Obama has made three serious errors. First, he has mistaken being popular with the publics of Western Europe for actually having a foreign policy. He believed that, since he and everyone else disliked George W. Bush, all he had to do was to prove that he was not George W. Bush. Hence, his penchant for apologising for the US at every turn.

Second, before his election, Obama displayed little interest in foreign affairs. His priorities now are at home. But his desire to make the world's problems go away has produced a foreign policy that pays courtesies to America's enemies, not its friends. Engaging with allies is praise-worthy. Engaging with dictators only emboldens them.

And finally, whispered in the administration's corridors, is its belief that the US is in decline, and that the only role for American foreign policy now is to make the best of this reality. Hence the administration's outreach to Russia China, and the European Union, all seen as great powers that must have their spheres of influence.

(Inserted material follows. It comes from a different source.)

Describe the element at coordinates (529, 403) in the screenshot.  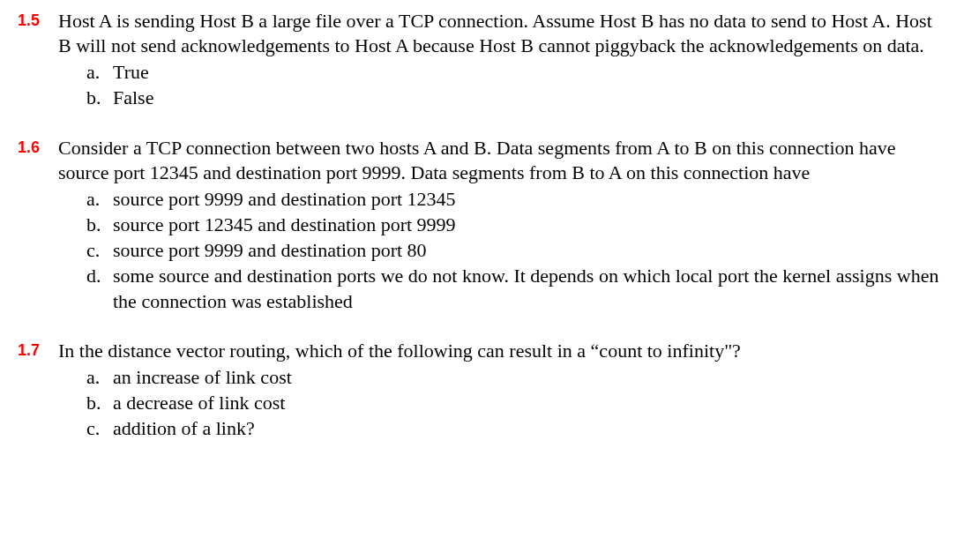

This is a disastrous idea, and nothing is more likely to make it true than a US administration that acts as if it is.

In the absence of US leadership, America's enemies will indeed grow stronger, while its friends, like Britain, will be faced with the choice of kowtowing to the neighbourhood bully or going it alone. As that reality plays out, it will shock the many in Britain, and in democracies around the world, who hailed Obama's inauguration a year ago in the hope that it would bring better relations with America.

Ted R Bromund is a senior research fellow at The Margaret Thatcher Center for Freedom, based at The Heritage Foundation, Washington.